Says Meyers: “Almost all top, key people are new and aggressive, intelligent, articulate. That’s to his (Akerson’s) credit.”

Meyers says that Akerson “pulled no punches in changing the people who, in his mind, needed to be changed.”

• Insist that “good enough” just isn’t. Akerson: “I was told one time when I asked about quality: ‘It’s as good as anyone else’s.’ Well, when I was in school and if I’d have come home and told my dad, that I did as well as everybody else — a ‘C’ didn’t cut it. What are we doing to improve?”

He once walked out of a Cadillac meeting because what he considered a modern telecommunications/connectivity system was being discussed for several years down the road instead of for immediate use. And when engineers and product planners tell him some feature that he thinks is necessary might be too expensive, he’s likely to say, “Figure it out. No more excuses.”

 • “Question the status quo,” he insists. Past practices “can be flawed,” no matter how tightly held they are within a company. “You have to be able to define reality,” Akerson says.

In this case, that meant axing some of what die-hards thought made up the core of GM, such as investing in new powertrains even though they might be too expensive, might not work in a variety of vehicles, or might not be sufficiently different from those already in production.

• Be quick to capitaIize on good ideas. From his time in the telecommunications business, he notes that it’s often smaller operations, not the giants such as AT&T, that capitalize on fresh technology and turn it into profit-making enterprises.

“We are the most prolific patenter in the automotive industry, but we weren’t converting that to commercial” use, he said. At a GM management meeting he asked for examples of “three or four things that are in the cars today that we invented in the last 10 years. There weren’t any.”

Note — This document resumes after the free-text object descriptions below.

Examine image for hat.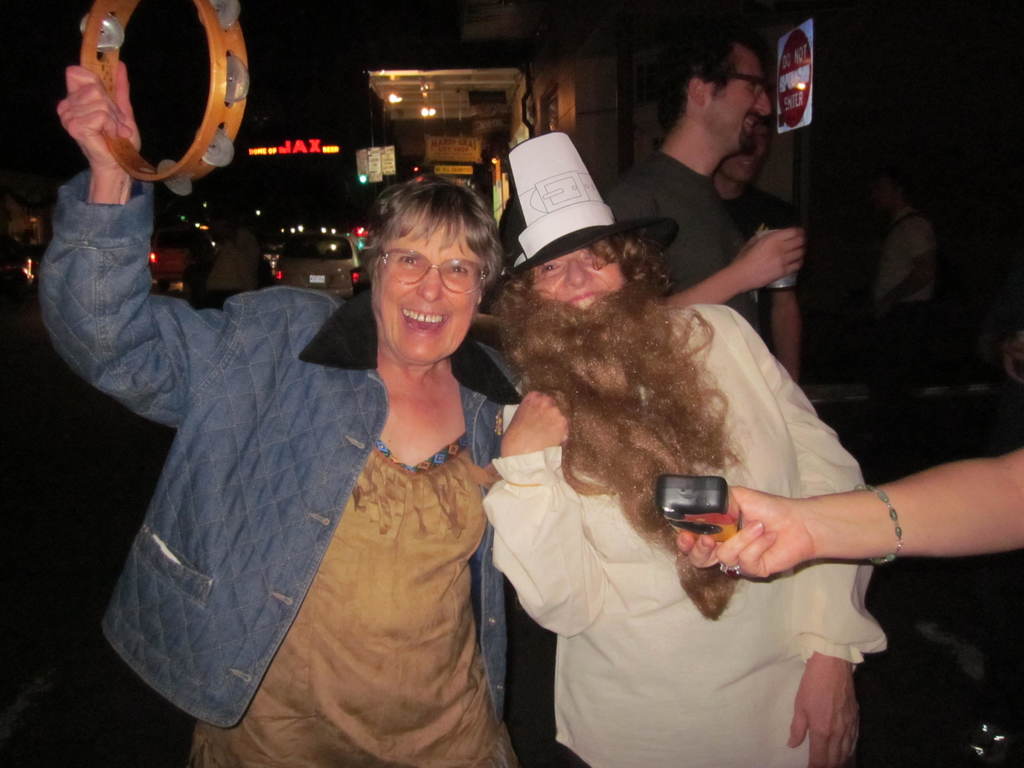
Examination result: 490/129/684/299.
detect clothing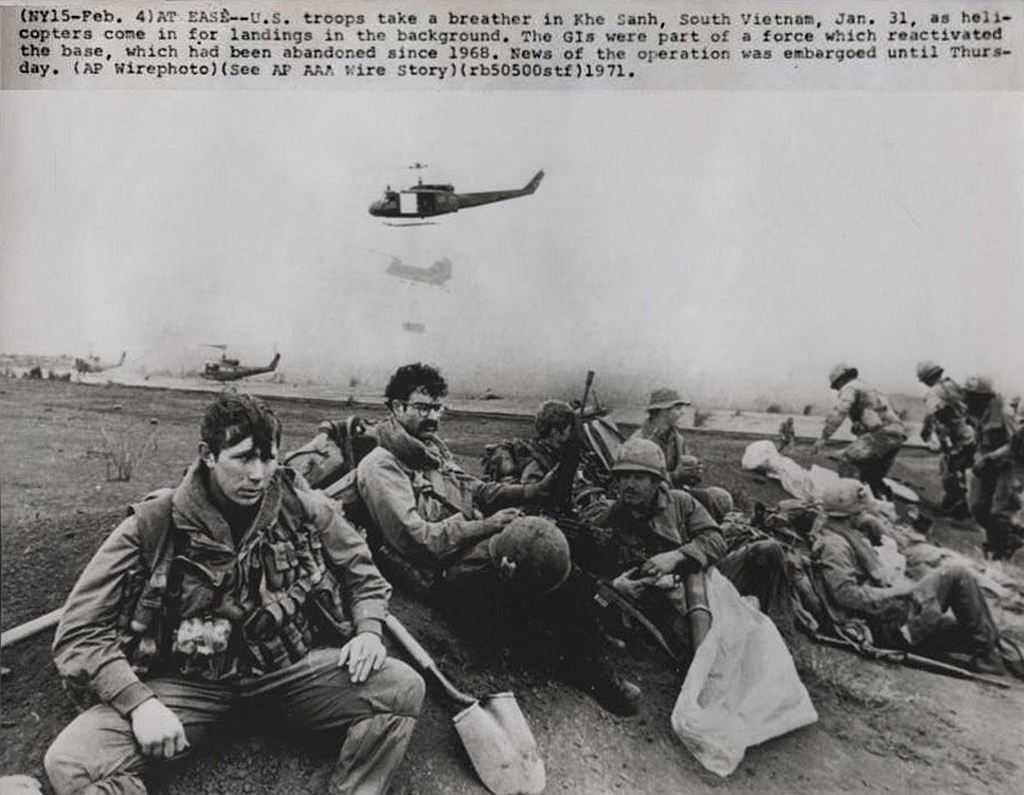
x1=557, y1=485, x2=722, y2=638
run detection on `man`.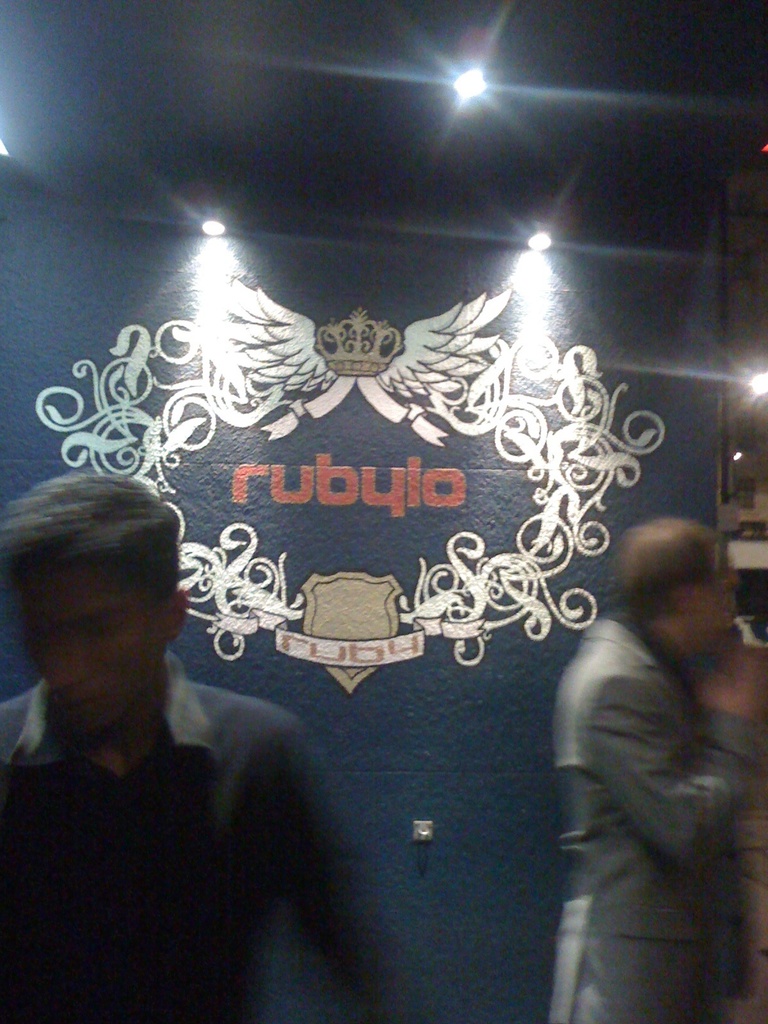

•Tackle the back room, the information technology and accounting methods that sound boring but are the foundation of how modern companies operate. “Reform some of (the) systemic issues that cause problems,” is how he puts it.

• If it’s not working, quit doing it. “We’re not going to sustain operations in the business that continually lose.”

• Don’t let up. “You have to be a patient and constructive critic,” he says.

• Don’t get distracted from the main reason you’re there.

Akerson: “Fundamentally, I’ve got to run a business that’s going to turn profits.”